Researchers have discovered a “missing mutation” in severe infant epilepsy–long-suspected genetic changes that might trigger overactive, brain-damaging electrical signaling leading to seizures. They also found early indications that specific anti-seizure medications might prevent disabling brain injury by controlling epilepsy during a crucial period shortly after birth.
“These are still early days, but we may be able to use this knowledge to protect the newborn brain and improve a child’s long-term outcome,” said study leader Ethan M. Goldberg, MD, PhD, a pediatric neurologist at Children’s Hospital of Philadelphia.
Goldberg collaborated with European and American researchers in this neurogenetic study of early infantile epileptic encephalopathy, published online Feb. 21, 2018 in Annals of Neurology.
The study focused on mutations in the gene SCN3A. Scientists already knew that the gene had a pattern of high expression in the brain, before and shortly after birth. Variants in SCN3A had also been previously linked to less severe forms of epilepsy, but the current research solidified this link and was the first to establish that SCN3A mutations cause the severe infantile form.
The gene regulates sodium channels that allow sodium ions into brain cells: “sodium influx underlies action potentials, which are the currency of information transfer in the brain,” said Goldberg. Of four sodium ion channels predominantly expressed in the brain, he added, scientists had discovered that gene mutations in three of those channels already had a clear role in causing forms of epilepsy. Only one channel, called Nav1.3, encoded by the SCN3Agene, had not previously been linked to epilepsy, and hence was the “missing channel.” The new research implicated novel SCN3A mutations in severe childhood epilepsy, joining the other brain-expressed sodium channels as causes of early infantile epileptic encephalopathy.
“We identified gain-of-function mutations in SCN3A,” said Goldberg. “These mutations generate increased channel activity that leaves the ion channel stuck open and leaking current. This overactivity, in turn, leads to epileptic encephalopathy–the most severe type of childhood epilepsy.”
The study team reported on a cohort of four unrelated children from different countries, all of whom had severe epilepsy. Their epilepsy had a particularly early onset, within the first two weeks of life. For the children, the results were devastating: severe to profound developmental delay, seizures that did not respond to medication and lifelong disability.
The researchers used whole-exome sequencing to pinpoint mutations in SCN3A. The mutations were de novo–present in the affected children, but not inherited from the parents. Cell studies, including electrophysiological recordings, revealed detailed properties of the electrical signaling.
Further cell culture studies also showed that existing anti-seizure medications, lacosamide and phenytoin, selectively inhibited the persistent current in mutant ion channels–suggesting a possible future therapy for this condition.
Translating these findings into potential clinical treatments, Goldberg stressed, will require considerable further research–both in nerve cells and in future animal models, in which neurologists can test possible precision-medicine treatments for safety and efficacy before they can be investigated in patients. In addition, the current research allowed the SCN3A gene to be added to an existing diagnostic test, CHOP’s Epilepsy Panel, which uses next-generation sequencing to rapidly test for over 100 genetic causes of childhood epilepsy.
Precise, early diagnosis, added Goldberg, will be crucial, because of the highly regulated timetable of early-life neurological events. “The mutation’s activity in the Nav1.3 sodium ion channel occurs during a short period in newborns, but if we can intervene during that window, we may be able to help prevent long-term neurological injury and benefit patients,” he said.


- _Exercise directions_
Find the word "curve" in the data below and copy each line that holds it.

- _Records to use_
====
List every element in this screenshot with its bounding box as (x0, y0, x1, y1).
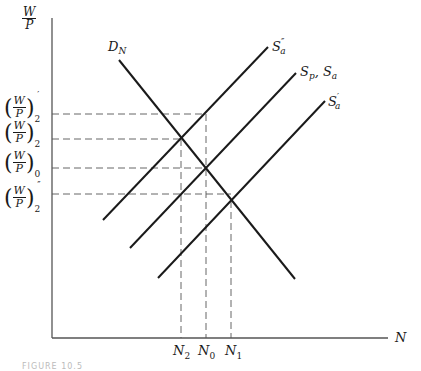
y-level-w-p-0: (WP)0 (4, 150, 40, 179)
x0-sub: 2 (184, 351, 190, 361)
demand-curve-dn (119, 60, 295, 279)
supply-curve-sa-prime (158, 101, 325, 278)
label-dn-main: D (108, 39, 118, 54)
y1-index: 2 (35, 139, 41, 149)
y-level-w-p-2: (WP)2 (4, 120, 40, 149)
y-axis-label-den: P (22, 19, 36, 31)
y3-den: P (13, 198, 26, 210)
figure-caption: FIGURE 10.5 (22, 362, 83, 371)
x2-main: N (225, 343, 236, 358)
x1-sub: 0 (209, 351, 215, 361)
y0-prime: ′ (37, 90, 39, 100)
label-sp-rest: , S (315, 64, 332, 79)
y-level-w-p-2-double-prime: (WP)2″ (4, 185, 44, 214)
diagram-canvas (0, 0, 421, 371)
label-sa1-sub: a (335, 101, 340, 111)
horizontal-guides (52, 114, 231, 194)
y-axis-label: W P (22, 6, 36, 31)
label-sa-double-prime: S″a (272, 38, 286, 56)
x0-main: N (173, 343, 184, 358)
x2-sub: 1 (236, 351, 242, 361)
label-sp-main: S (300, 64, 309, 79)
x-axis-label: N (395, 331, 406, 344)
label-sp-sub2: a (332, 71, 337, 81)
x-level-n2: N2 (173, 344, 190, 361)
label-dn: DN (108, 40, 126, 56)
y2-index: 0 (35, 169, 41, 179)
y3-prime: ″ (37, 180, 40, 190)
x-level-n0: N0 (198, 344, 215, 361)
label-sa2-sub: a (280, 46, 285, 56)
label-sp-sa: Sp, Sa (300, 65, 337, 81)
y3-index: 2 (35, 204, 41, 214)
y2-den: P (13, 163, 26, 175)
x1-main: N (198, 343, 209, 358)
x-level-n1: N1 (225, 344, 242, 361)
label-dn-sub: N (118, 46, 126, 56)
label-sa-prime: S′a (328, 93, 340, 111)
supply-curve-sp-sa (130, 73, 296, 248)
y1-den: P (13, 133, 26, 145)
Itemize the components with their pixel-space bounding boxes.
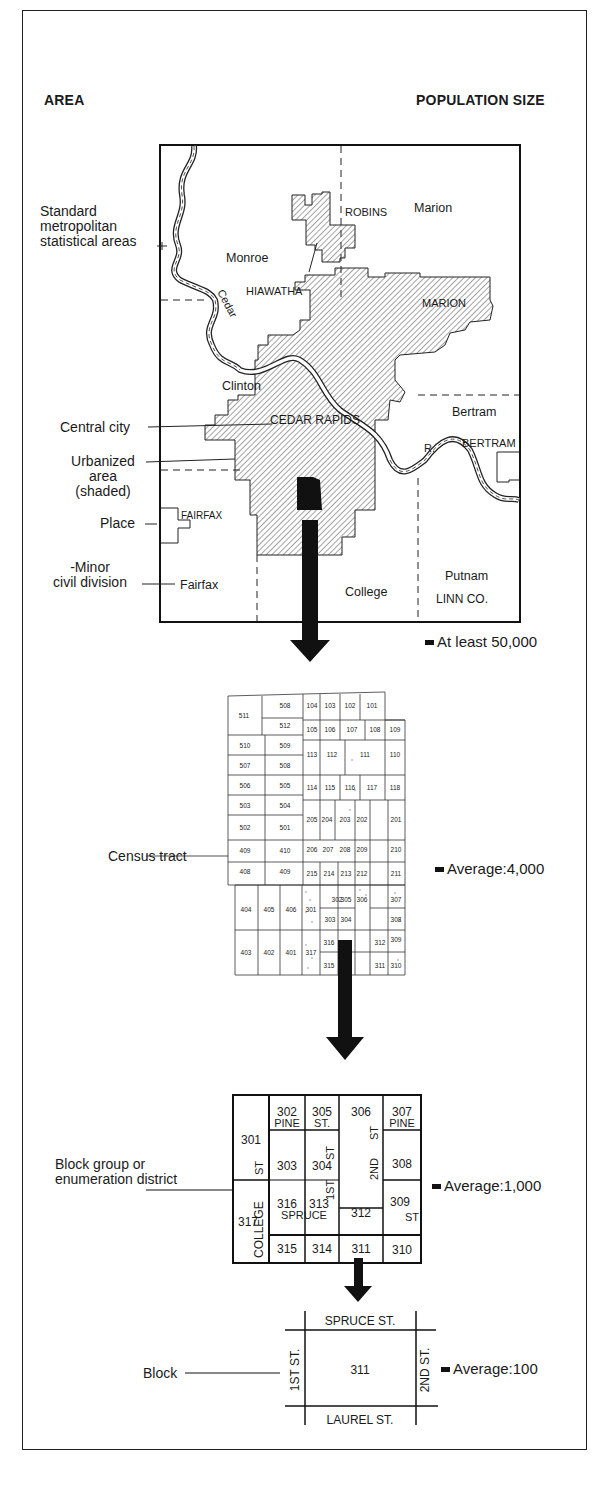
svg-text:504: 504 — [280, 802, 291, 809]
svg-text:308: 308 — [392, 1157, 412, 1171]
svg-text:305: 305 — [341, 896, 352, 903]
svg-text:406: 406 — [286, 906, 297, 913]
urbanized-area-label: Urbanized area (shaded) — [62, 454, 144, 499]
population-level-2: Average:4,000 — [435, 860, 544, 877]
svg-text:111: 111 — [360, 751, 370, 758]
minor-civil-division-label: -Minor civil division — [36, 560, 144, 590]
svg-text:Marion: Marion — [414, 201, 452, 215]
svg-text:113: 113 — [307, 751, 318, 758]
svg-text:512: 512 — [280, 722, 291, 729]
svg-text:Bertram: Bertram — [452, 405, 496, 419]
svg-text:508: 508 — [280, 762, 291, 769]
svg-text:402: 402 — [264, 949, 275, 956]
svg-text:R.: R. — [424, 442, 435, 454]
svg-text:405: 405 — [264, 906, 275, 913]
population-column-header: POPULATION SIZE — [416, 92, 545, 108]
svg-text:315: 315 — [324, 962, 335, 969]
svg-text:2ND: 2ND — [368, 1158, 380, 1180]
svg-text:118: 118 — [390, 784, 401, 791]
svg-text:103: 103 — [325, 702, 336, 709]
svg-text:303: 303 — [325, 916, 336, 923]
svg-text:304: 304 — [341, 916, 352, 923]
svg-text:ST: ST — [324, 1146, 336, 1160]
svg-text:501: 501 — [280, 824, 291, 831]
svg-text:213: 213 — [341, 870, 352, 877]
svg-text:401: 401 — [286, 949, 297, 956]
svg-text:ST: ST — [405, 1211, 419, 1223]
svg-text:212: 212 — [357, 870, 368, 877]
svg-text:403: 403 — [241, 949, 252, 956]
svg-text:210: 210 — [391, 846, 402, 853]
svg-text:PINE: PINE — [389, 1117, 415, 1129]
block-group-label: Block group or enumeration district — [55, 1157, 177, 1187]
svg-text:Putnam: Putnam — [445, 569, 488, 583]
census-tract-map: 511508512 510509 507508 506505 503504 50… — [0, 665, 608, 1045]
svg-text:LINN CO.: LINN CO. — [436, 592, 488, 606]
svg-text:104: 104 — [307, 702, 318, 709]
svg-text:ST.: ST. — [314, 1117, 330, 1129]
population-level-1: At least 50,000 — [425, 633, 537, 650]
svg-text:ST: ST — [368, 1126, 380, 1140]
svg-text:306: 306 — [357, 896, 368, 903]
svg-text:1ST ST.: 1ST ST. — [288, 1349, 302, 1391]
area-column-header: AREA — [44, 92, 84, 108]
svg-text:315: 315 — [277, 1242, 297, 1256]
svg-text:410: 410 — [280, 847, 291, 854]
central-city-label: Central city — [60, 420, 130, 435]
svg-text:2ND ST.: 2ND ST. — [418, 1348, 432, 1393]
svg-text:507: 507 — [240, 762, 251, 769]
svg-text:409: 409 — [240, 847, 251, 854]
svg-text:112: 112 — [327, 751, 338, 758]
svg-text:404: 404 — [241, 906, 252, 913]
svg-text:209: 209 — [357, 846, 368, 853]
svg-text:115: 115 — [325, 784, 336, 791]
svg-text:109: 109 — [390, 726, 401, 733]
svg-text:LAUREL ST.: LAUREL ST. — [327, 1413, 394, 1427]
block-group-map: 301 302 PINE 305 ST. 306 307 PINE 303 30… — [0, 1090, 608, 1300]
svg-text:ROBINS: ROBINS — [345, 206, 387, 218]
svg-text:106: 106 — [325, 726, 336, 733]
svg-text:206: 206 — [307, 846, 318, 853]
svg-text:307: 307 — [391, 896, 402, 903]
svg-text:201: 201 — [391, 816, 402, 823]
svg-text:208: 208 — [340, 846, 351, 853]
svg-text:204: 204 — [322, 816, 333, 823]
svg-text:511: 511 — [239, 712, 250, 719]
population-level-3: Average:1,000 — [432, 1177, 541, 1194]
svg-text:Fairfax: Fairfax — [180, 578, 219, 592]
svg-text:314: 314 — [312, 1242, 332, 1256]
svg-text:510: 510 — [240, 742, 251, 749]
svg-text:214: 214 — [324, 870, 335, 877]
svg-text:207: 207 — [323, 846, 334, 853]
svg-text:316: 316 — [324, 939, 335, 946]
svg-text:503: 503 — [240, 802, 251, 809]
dash-marker-icon — [441, 1367, 450, 1372]
block-label: Block — [143, 1366, 177, 1381]
svg-text:311: 311 — [351, 1242, 370, 1256]
svg-text:108: 108 — [370, 726, 381, 733]
svg-text:205: 205 — [307, 816, 318, 823]
svg-text:SPRUCE ST.: SPRUCE ST. — [325, 1314, 396, 1328]
svg-text:409: 409 — [280, 868, 291, 875]
svg-text:ST: ST — [253, 1161, 265, 1175]
svg-text:105: 105 — [307, 726, 318, 733]
svg-text:311: 311 — [375, 962, 386, 969]
svg-text:509: 509 — [280, 742, 291, 749]
svg-text:Clinton: Clinton — [222, 379, 261, 393]
svg-text:215: 215 — [307, 870, 318, 877]
svg-text:1ST: 1ST — [324, 1180, 336, 1200]
svg-text:301: 301 — [306, 906, 317, 913]
svg-text:311: 311 — [350, 1363, 369, 1377]
svg-text:317: 317 — [306, 949, 317, 956]
svg-text:202: 202 — [357, 816, 368, 823]
svg-text:211: 211 — [391, 870, 402, 877]
svg-text:505: 505 — [280, 782, 291, 789]
svg-text:408: 408 — [240, 868, 251, 875]
dash-marker-icon — [435, 867, 444, 872]
svg-text:301: 301 — [241, 1133, 261, 1147]
svg-text:502: 502 — [240, 824, 251, 831]
svg-text:BERTRAM: BERTRAM — [462, 437, 516, 449]
svg-text:PINE: PINE — [274, 1117, 300, 1129]
svg-text:SPRUCE: SPRUCE — [281, 1209, 327, 1221]
svg-text:310: 310 — [392, 1243, 412, 1257]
====
- _Exercise solution_
demand-curve-dn (119, 60, 295, 279)
supply-curve-sa-prime (158, 101, 325, 278)
supply-curve-sp-sa (130, 73, 296, 248)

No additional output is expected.